28. NRC Handelsblad, May 30, 2000. [Dutch]
29. NRC Handelsblad, May 31, 2000. [Dutch]
30. NRC Handelsblad, June 9, 2000. [Dutch]
31. NRC Handelsblad, August 31, 2000. [Dutch]
32. Richard Holbrooke, To End a War, New York: Random House, 1998, p. 70.
33. De Volkskrant, op. cit.
34. NRC Handelsblad, November 16, 1999. [Dutch]
35. Ibid.
36. NRC Handelsblad, January 11, 2001. [Dutch]
37. Corwin, op. cit., p. 212.
38. NRC Handelsblad, January 25, 2001. [Dutch]
39. Jacques Julliard, "Should Janvier Be Held Accountable for the Events at Srebrenica?" Le Nouvel Observateur, 3-9 October 1996. [French]
40. Liberation, December 22, 2000. [French]
41. Quoted verbatim in Basic Reports, British American Security Information Council, February 11, 1997, No. 56, p. 2.

TO: Annan, UNations, New York
INFO: Gharekhan, UNations, New York
        Stoltenberg, ICFY, Geneva
FROM: Akashi, UNPF-HQ, Zagreb
DATE: 19 June 1995
NUMBER: Z-1020
SUBJECT: Discussions with President Milosevic - 17 June 1995

In the course of our discussions on air power, Milosevic stated that he had been advised by President Chirac of President Clinton's agreement that air strikes should not occur if unacceptable to Chirac. Milosevic added that Chirac has also stated that he did not expect the rapid reaction force to be employed at all, but that its creation could help get negotiations back on track. Despite these assurances, Milosevic was most concerned that the rapid reaction force would be exploited by the Bosnian government to provoke international intervention. I stated that Minister Muratovic had been quite cool to the arrival of the force, insisting that a separate contract was required with the government. I also emphasized that the reserve would be an integral part of the United Nations forces, and that it would follow peacekeeping principles and remain impartial as set out in resolution 998 (1995).
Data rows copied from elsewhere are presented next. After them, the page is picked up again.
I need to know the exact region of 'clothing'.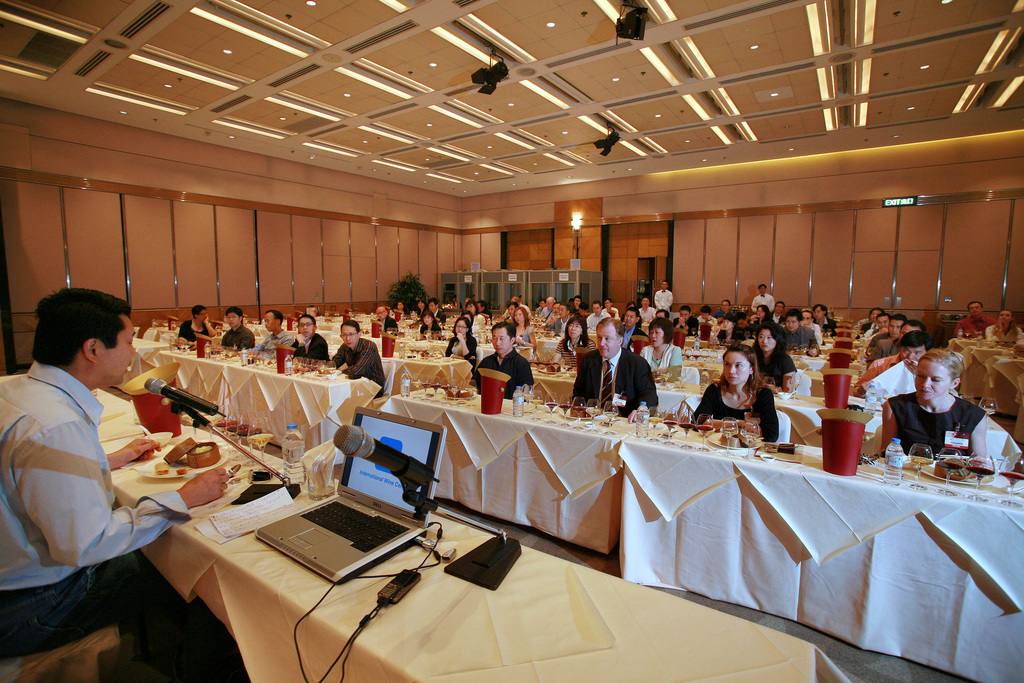
Region: box(620, 324, 648, 357).
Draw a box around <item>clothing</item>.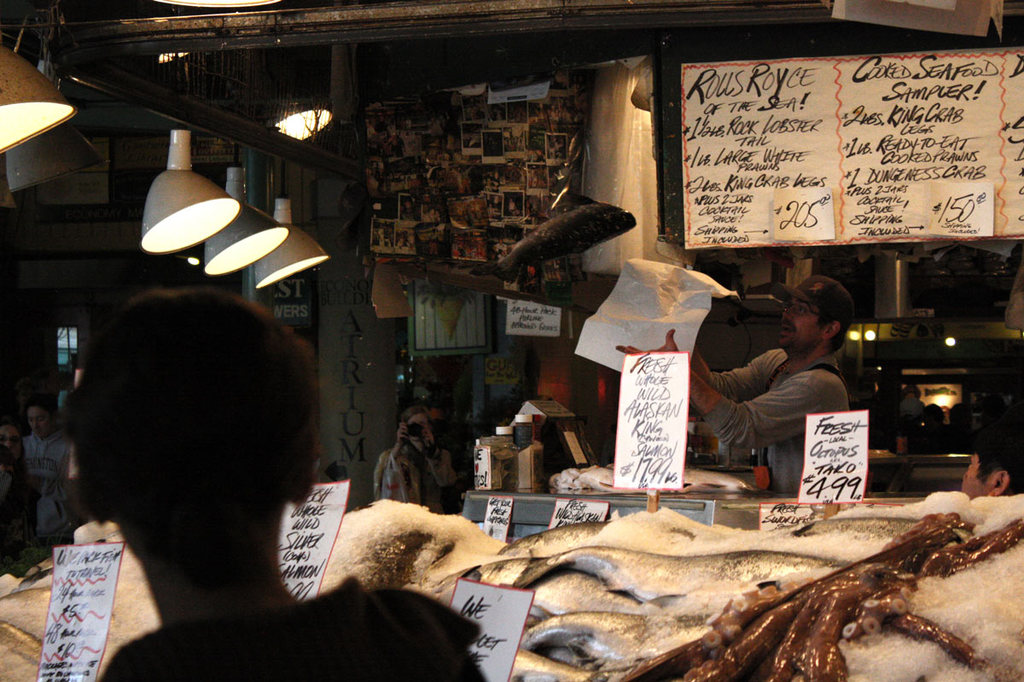
bbox=(0, 467, 30, 547).
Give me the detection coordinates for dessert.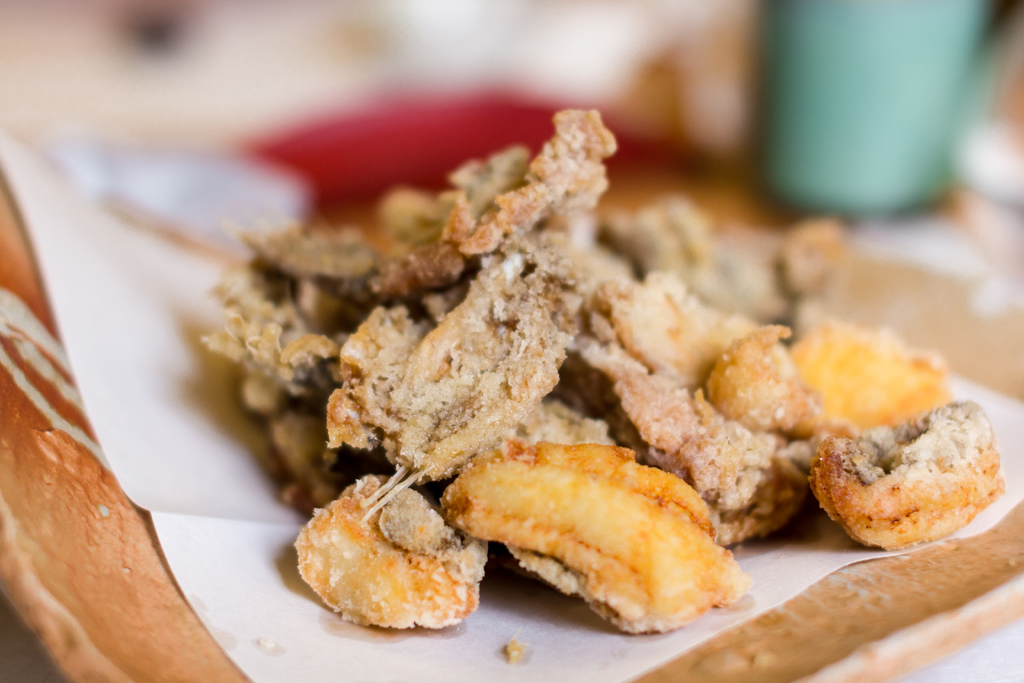
crop(125, 115, 852, 641).
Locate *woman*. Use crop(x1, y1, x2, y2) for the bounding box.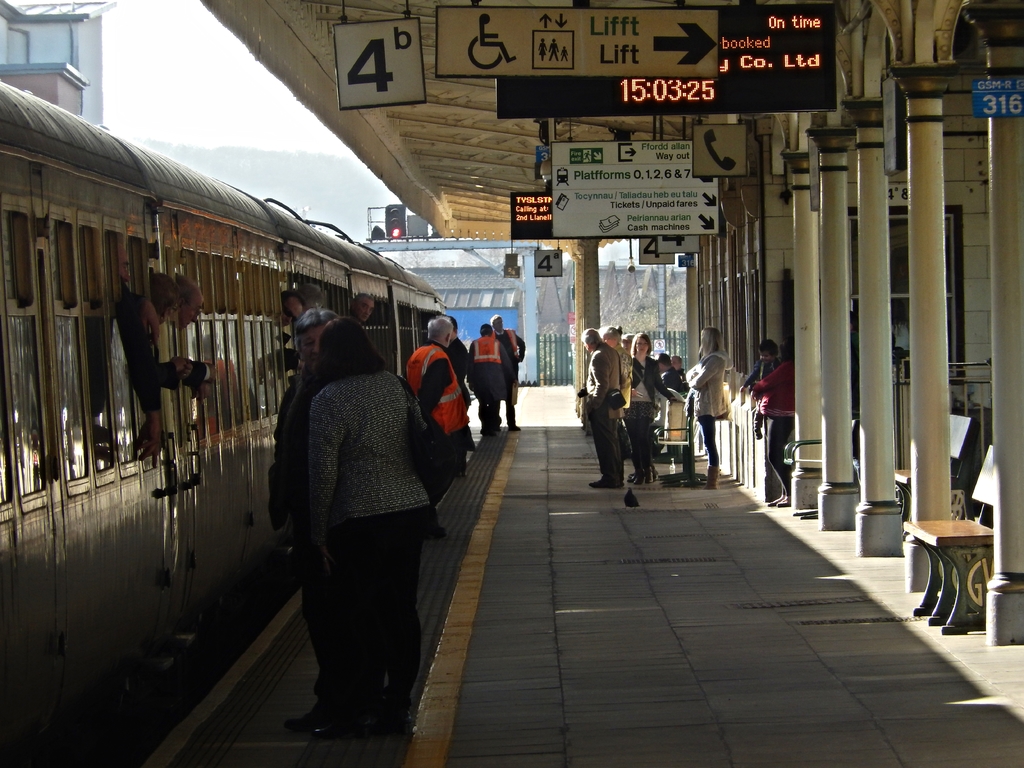
crop(685, 325, 734, 491).
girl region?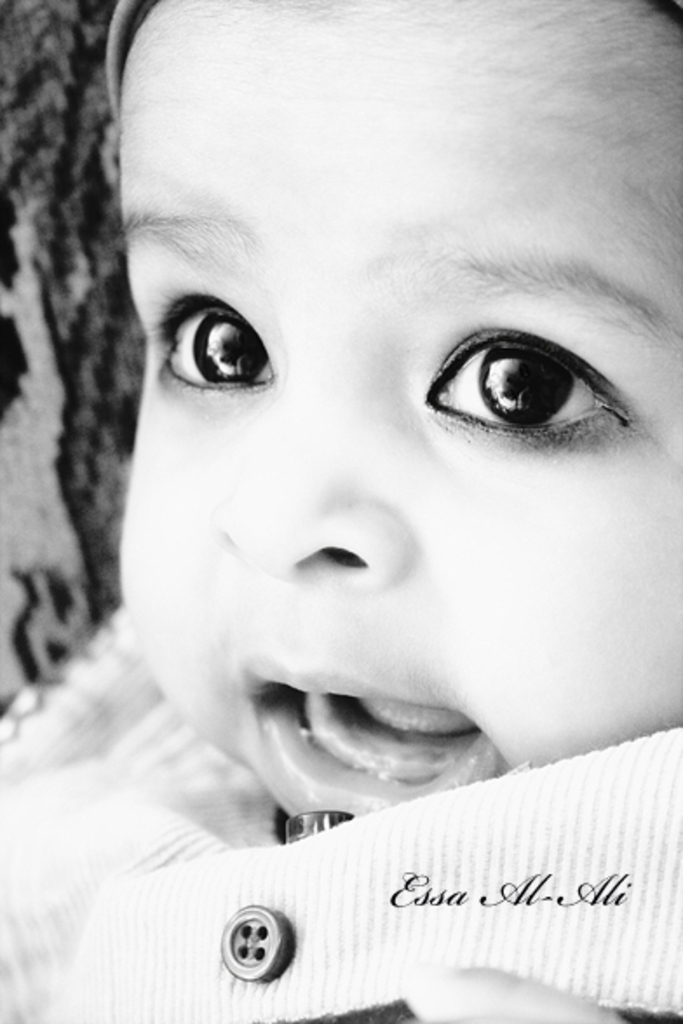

42. The Observer, April 22, 2001.
43. NRC Handelsblad, August 17, 1998. [Dutch]
44. Ibid.
45. NRC Handelsblad, August 22, 1998. [Dutch]
46. Ibid.
47. Ibid.
48. NRC Handelsblad, March 26, 2001. [Dutch]
49. Ibid.
50. NRC Handelsblad, March 20, 2001. [Dutch]
51. NRC Handelsblad, December 22, 1999. [Dutch]
52. NRC Handelsblad, March 21, 2001. [Dutch]
53. De Telegraaf, June 20, 2001. [Dutch]
54. Ibid.
55. NRC Handelsblad, August 13, 1998. [Dutch]
56. NRC Handelsblad, October 21, 1995. [Dutch]
57. UN, Report of the Secretary-General, op. cit., section 342.
58. NRC Handelsblad, June 5, 2000. [Dutch]
59. NRC Handelsblad, July 11, 2000. [Dutch]
60. Report of the Commission of Inquiry into the Events at the Refugee Camps in Beirut (The Kahan Commission), February 8, 1983.
61. Ibid.
62. De Telegraaf, October 5, 2000. [Dutch]
63. NRC Handelsblad, August 22, 1998. [Dutch]
64. Quoted in NRC Handelsblad, May 20, 2000. [Dutch]
65. NRC Handelsblad, May 20, 2000. [Dutch]

*     *     *

Manfred Gerstenfeld is Chairman of the Steering Committee of the Jerusalem Center for Public Affairs, and is an international consultant specializing in business and environmental strategy to the senior ranks of multinational corporations. His books include the bestseller Revaluing Italy (with Lorenzo Necci, Sperling and Kupfer, 1992; Italian), The State as a Business (Rizzoli, 1994; Italian), and Israel's New Future: Interviews (JCPA and Rubin Mass, 1994). His newest book, The Jewish Environmental Tradition: A Sustainable World, will be published later this year. He was, inter alia, a board member of the Israel Corporation, and is both co-chair of the Judaism Task Force and one of the associate editors of the Encyclopaedia of Religion and Nature.